Dealing with epilepsy

Short essay on humanity – epilepsy

Humanity today is regressing. Our views of the world are more limited than ever.  Although new technologies to connect each other emerge every year and every day, our minds are more closed.

We live in a world that punishes those who are different. A person with epilepsy is brought under the microscope, but the lenses are never changed. Our views of those with epilepsy are blurred by opinions from the past.

We live in a world that punishes those who are different. A person with epilepsy often hides his/her condition from friends and colleagues in hope to not be treated differently. The “white-glove” treatment is like pity thrown in our eyes.
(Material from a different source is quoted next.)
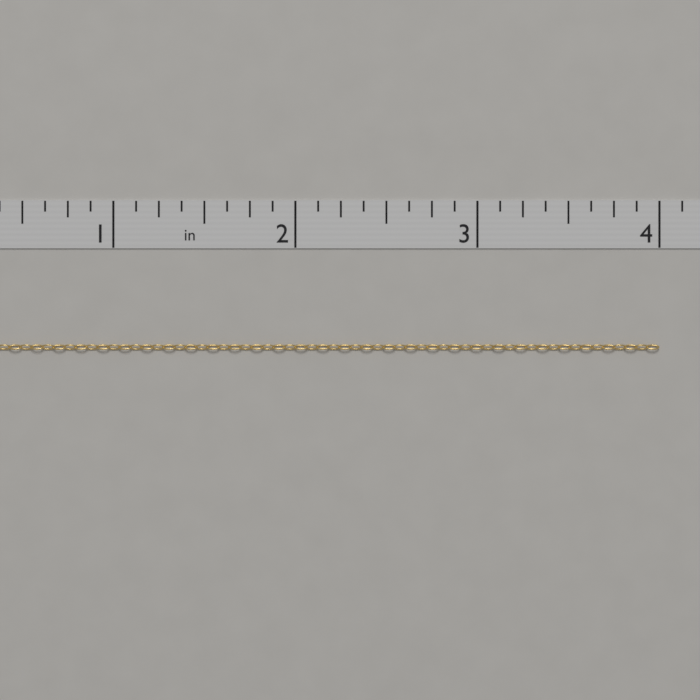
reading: 4.000 in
We live in a world that punishes those who are different. A person with epilepsy is tired of hearing “isn’t that a mental disease” or “can you go to school with that“. Yes, we can go to school and yes, we can have great grades, sometimes better than everybody else. Yes, we can work and achieve performance and have great jobs. Just look at Van Gogh, Neil Young, Edgar Allan Poe, Dostoevsky, Theodore Roosevelt and Caligula.

We live in a world that punishes those who are different. A person with epilepsy is protected from discrimination by law, but even the law sometimes discriminates. The law sets boundaries for us. Yes, I understand that we cannot hold a driving license, we cannot be airplane pilots because of the danger that would mean to ourselves and others. But those boundaries sometimes limit our freedom of speech, of movement, of everything.

I do not see epilepsy as a disorder that limits our power of thought, our freedom in any way possible, our views of the world. I see epilepsy as an opportunity to learn more, to view the world through different lenses that few have access to.

Yes, epilepsy is a disorder, not a disease.